Rotating Jupiter

Jupiter 3x barlow ZWO ASI120MC-S colour

13.07.2020

New aspect:
This time I wanted to capture two things at once:
A) The first proper image of Jupiter with its great big red spot and
B) An animation of Jupiter revealing it’s rotational movement.

Image acquisition:
I centered Jupiter with my 28mm stock eyepiece delivered with my scope and then attached the ZWO ASI120MC-S Colour camera to my Skywatcher Newtonian telescope (750mm FL). After reviewing the seeing conditions (OK’ish) and centering the planet again I chose the 3x barlow-lens and magnified the planet with the new effective 2.2m FL.

After focusing the best I could I stared taking 32 video files each of 3min length with a frame rate of around 50fps (equals 9000 images each clip) in RGB24 colour space. Longer video files are problematic because Jupiter rotates so fast, that you will see blurring artifacts at the image edges after stacking one clip. Greatest concern was the disk space!! Each video file was about 6GB big! And I took 32 of them! A lot of memory usage – check your disk in beforehand!

Image post processing:
I did a complete rundown of the processing. In short:

  • Image stacking (Autostakkert!3)
  • copying in new folder
  • choosing the best and sharpening with Registax6
  • batch mode with Registax6 on every other stacked image file
  • adding watermarks with IrfanView 64 4.54 to every frame
  • importing everything in GIMP as layers
  • exporting the stack as .gif

Here is the complete rundown:

Conclusion:
Capturing Jupiter was a lot of fun! Be aware of your disk space when taking large numbers of planetary images.
Next time I want to include the moons in the final .gif image. But either way: I really like the movement of the planet – it reveals so much more information and perspective than „just“ one single image. Definitely a lot of fun!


Exercise brief:
Every record has to be written out exactly, with no line missing.

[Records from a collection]
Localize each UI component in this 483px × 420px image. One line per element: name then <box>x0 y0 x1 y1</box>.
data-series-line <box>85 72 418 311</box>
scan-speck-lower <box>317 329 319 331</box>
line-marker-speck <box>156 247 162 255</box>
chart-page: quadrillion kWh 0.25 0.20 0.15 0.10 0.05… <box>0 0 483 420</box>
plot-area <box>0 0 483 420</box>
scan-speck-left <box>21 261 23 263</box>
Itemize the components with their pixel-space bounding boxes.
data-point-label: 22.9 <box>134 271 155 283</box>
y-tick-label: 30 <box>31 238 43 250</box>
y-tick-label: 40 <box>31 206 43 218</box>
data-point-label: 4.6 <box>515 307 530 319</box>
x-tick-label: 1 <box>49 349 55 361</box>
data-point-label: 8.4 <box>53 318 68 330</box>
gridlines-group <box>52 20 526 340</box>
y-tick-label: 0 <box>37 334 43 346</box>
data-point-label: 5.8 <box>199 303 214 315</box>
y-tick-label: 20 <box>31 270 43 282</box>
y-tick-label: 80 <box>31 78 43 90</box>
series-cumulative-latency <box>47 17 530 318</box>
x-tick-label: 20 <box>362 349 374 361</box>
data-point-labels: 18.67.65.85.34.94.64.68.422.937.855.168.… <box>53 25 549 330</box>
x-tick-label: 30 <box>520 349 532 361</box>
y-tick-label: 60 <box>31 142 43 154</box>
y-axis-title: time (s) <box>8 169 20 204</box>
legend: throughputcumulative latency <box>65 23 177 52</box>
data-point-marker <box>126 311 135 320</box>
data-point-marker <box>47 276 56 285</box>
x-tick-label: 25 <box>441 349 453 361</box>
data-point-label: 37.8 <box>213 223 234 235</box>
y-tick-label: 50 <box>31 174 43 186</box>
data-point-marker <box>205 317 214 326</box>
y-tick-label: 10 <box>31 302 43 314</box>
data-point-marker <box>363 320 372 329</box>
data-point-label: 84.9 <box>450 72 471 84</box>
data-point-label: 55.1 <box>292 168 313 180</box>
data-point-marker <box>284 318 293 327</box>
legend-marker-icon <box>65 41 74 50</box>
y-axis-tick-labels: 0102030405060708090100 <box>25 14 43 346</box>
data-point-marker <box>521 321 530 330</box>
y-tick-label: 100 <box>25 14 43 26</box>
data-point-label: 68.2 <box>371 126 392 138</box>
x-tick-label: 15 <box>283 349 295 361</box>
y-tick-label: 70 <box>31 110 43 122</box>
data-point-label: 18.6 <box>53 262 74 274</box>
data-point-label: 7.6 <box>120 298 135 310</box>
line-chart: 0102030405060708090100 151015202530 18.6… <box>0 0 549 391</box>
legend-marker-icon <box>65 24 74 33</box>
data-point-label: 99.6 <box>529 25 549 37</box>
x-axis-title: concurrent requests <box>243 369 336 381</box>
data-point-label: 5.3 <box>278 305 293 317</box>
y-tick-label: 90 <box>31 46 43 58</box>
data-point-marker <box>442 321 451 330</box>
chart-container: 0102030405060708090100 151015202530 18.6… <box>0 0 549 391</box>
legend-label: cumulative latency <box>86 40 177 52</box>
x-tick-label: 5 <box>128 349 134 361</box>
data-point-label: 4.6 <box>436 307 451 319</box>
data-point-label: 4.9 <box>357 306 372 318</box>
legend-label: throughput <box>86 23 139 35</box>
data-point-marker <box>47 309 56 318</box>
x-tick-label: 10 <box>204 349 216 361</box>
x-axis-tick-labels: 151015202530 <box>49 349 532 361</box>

Answer to this exercise:
Localize each UI component in this 483px × 420px image. One line per element: name then <box>x0 y0 x1 y1</box>.
data-series-line <box>85 72 418 311</box>
scan-speck-lower <box>317 329 319 331</box>
line-marker-speck <box>156 247 162 255</box>
chart-page: quadrillion kWh 0.25 0.20 0.15 0.10 0.05… <box>0 0 483 420</box>
plot-area <box>0 0 483 420</box>
scan-speck-left <box>21 261 23 263</box>
Itemize the components with their pixel-space bounding boxes.
data-point-label: 22.9 <box>134 271 155 283</box>
y-tick-label: 30 <box>31 238 43 250</box>
y-tick-label: 40 <box>31 206 43 218</box>
data-point-label: 4.6 <box>515 307 530 319</box>
x-tick-label: 1 <box>49 349 55 361</box>
data-point-label: 8.4 <box>53 318 68 330</box>
gridlines-group <box>52 20 526 340</box>
y-tick-label: 0 <box>37 334 43 346</box>
data-point-label: 5.8 <box>199 303 214 315</box>
y-tick-label: 20 <box>31 270 43 282</box>
y-tick-label: 80 <box>31 78 43 90</box>
series-cumulative-latency <box>47 17 530 318</box>
x-tick-label: 20 <box>362 349 374 361</box>
data-point-labels: 18.67.65.85.34.94.64.68.422.937.855.168.… <box>53 25 549 330</box>
x-tick-label: 30 <box>520 349 532 361</box>
y-tick-label: 60 <box>31 142 43 154</box>
y-axis-title: time (s) <box>8 169 20 204</box>
legend: throughputcumulative latency <box>65 23 177 52</box>
data-point-marker <box>126 311 135 320</box>
data-point-marker <box>47 276 56 285</box>
x-tick-label: 25 <box>441 349 453 361</box>
data-point-label: 37.8 <box>213 223 234 235</box>
y-tick-label: 50 <box>31 174 43 186</box>
data-point-marker <box>205 317 214 326</box>
y-tick-label: 10 <box>31 302 43 314</box>
data-point-marker <box>363 320 372 329</box>
data-point-label: 84.9 <box>450 72 471 84</box>
data-point-label: 55.1 <box>292 168 313 180</box>
data-point-marker <box>284 318 293 327</box>
legend-marker-icon <box>65 41 74 50</box>
y-axis-tick-labels: 0102030405060708090100 <box>25 14 43 346</box>
data-point-marker <box>521 321 530 330</box>
y-tick-label: 100 <box>25 14 43 26</box>
data-point-label: 68.2 <box>371 126 392 138</box>
x-tick-label: 15 <box>283 349 295 361</box>
y-tick-label: 70 <box>31 110 43 122</box>
data-point-label: 18.6 <box>53 262 74 274</box>
data-point-label: 7.6 <box>120 298 135 310</box>
line-chart: 0102030405060708090100 151015202530 18.6… <box>0 0 549 391</box>
legend-marker-icon <box>65 24 74 33</box>
data-point-label: 99.6 <box>529 25 549 37</box>
x-axis-title: concurrent requests <box>243 369 336 381</box>
data-point-label: 5.3 <box>278 305 293 317</box>
y-tick-label: 90 <box>31 46 43 58</box>
data-point-marker <box>442 321 451 330</box>
chart-container: 0102030405060708090100 151015202530 18.6… <box>0 0 549 391</box>
legend-label: cumulative latency <box>86 40 177 52</box>
x-tick-label: 5 <box>128 349 134 361</box>
data-point-label: 4.6 <box>436 307 451 319</box>
data-point-label: 4.9 <box>357 306 372 318</box>
legend-label: throughput <box>86 23 139 35</box>
data-point-marker <box>47 309 56 318</box>
x-tick-label: 10 <box>204 349 216 361</box>
x-axis-tick-labels: 151015202530 <box>49 349 532 361</box>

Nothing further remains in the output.